Well, the numbers are in, and the ballpark is a huge success. Attendance records have been broken, businesses are swarming downtown, hotel tax revenues are through the roof, employment is soaring, and manufacturing plants are sprouting like mushrooms.
Well, okay, maybe only attendance records have been broken. I’d be interested in comparing actual attendance to tickets sold, but I’m sure even an adjusted number would be impressive.
But I don’t think attendance, by any measure, is the right metric for judging the ballpark’s success. Did MountainStar persuade City Council to build the ballpark by promising that baseball fans would show up for games? I’m pretty sure the plutocrats justified the City’s investment with guarantees of economic development and downtown revitalization. If all we wanted were attendance records, we could have spent a lot less than $62 million on free beer at Ascarate Park.

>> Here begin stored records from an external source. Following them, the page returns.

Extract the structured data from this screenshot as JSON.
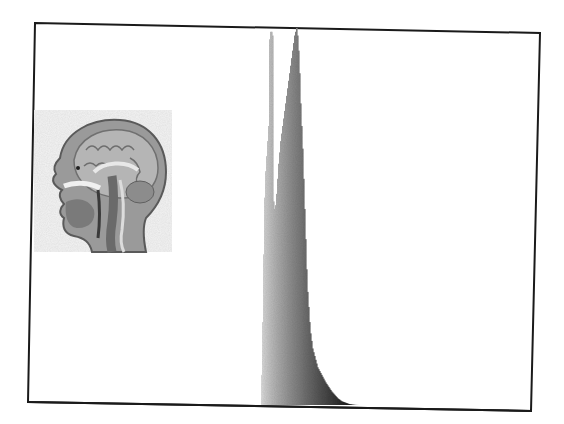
{
  "chart_data": {
    "type": "bar",
    "title": "",
    "xlabel": "",
    "ylabel": "",
    "grid": false,
    "legend": null,
    "x_bin_start_px": 261,
    "bin_width_px": 1,
    "baseline_px": 405,
    "top_px": 28,
    "ylim": [
      0,
      100
    ],
    "heights_pct": [
      8,
      22,
      40,
      55,
      62,
      66,
      70,
      74,
      97,
      99,
      99,
      98,
      54,
      52,
      53,
      56,
      60,
      64,
      67,
      70,
      72,
      74,
      76,
      78,
      80,
      82,
      84,
      86,
      88,
      90,
      92,
      94,
      96,
      98,
      99,
      100,
      98,
      94,
      88,
      80,
      74,
      68,
      60,
      52,
      44,
      36,
      30,
      26,
      22,
      19,
      17,
      15,
      14,
      13,
      12,
      11,
      10,
      9.5,
      9,
      8.5,
      8,
      7.5,
      7,
      6.5,
      6,
      5.6,
      5.2,
      4.8,
      4.4,
      4.0,
      3.6,
      3.3,
      3.0,
      2.7,
      2.4,
      2.1,
      1.8,
      1.6,
      1.4,
      1.2,
      1.0,
      0.9,
      0.8,
      0.7,
      0.6,
      0.5,
      0.4,
      0.3,
      0.25,
      0.2,
      0.15,
      0.1,
      0.08,
      0.05,
      0.03,
      0.02,
      0.01,
      0,
      0,
      0,
      0,
      0,
      0,
      0,
      0
    ],
    "peaks": [
      {
        "label": "narrow light spike",
        "x_px": 270,
        "height_pct": 99
      },
      {
        "label": "main peak",
        "x_px": 296,
        "height_pct": 100
      }
    ],
    "color_ramp": {
      "start": "#dcdcdc",
      "end": "#000000"
    }
  },
  "figure": {
    "frame": {
      "top_left": [
        35,
        23
      ],
      "top_right": [
        540,
        33
      ],
      "bottom_right": [
        531,
        411
      ],
      "bottom_left": [
        28,
        402
      ],
      "stroke": "#1a1a1a",
      "stroke_width": 2
    },
    "thumbnail": {
      "label": "sagittal head MRI",
      "x": 34,
      "y": 110,
      "width": 138,
      "height": 142
    }
  }
}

Of course, the ballpark proponents have to take their successes where they can find them. Businesses aren’t swarming downtown, hotel tax revenues haven’t met expectations, employment hasn’t spiked, and only a couple of (maybe one) manufacturers have broken ground on new facilities. Things are so dire that a frozen yogurt shop opening up downtown is newsworthy.
We can only hope that the ballpark will achieve all the purported objectives that were promised. And attendance records are good first step. But the road is long, and the opportunities for failure plenty.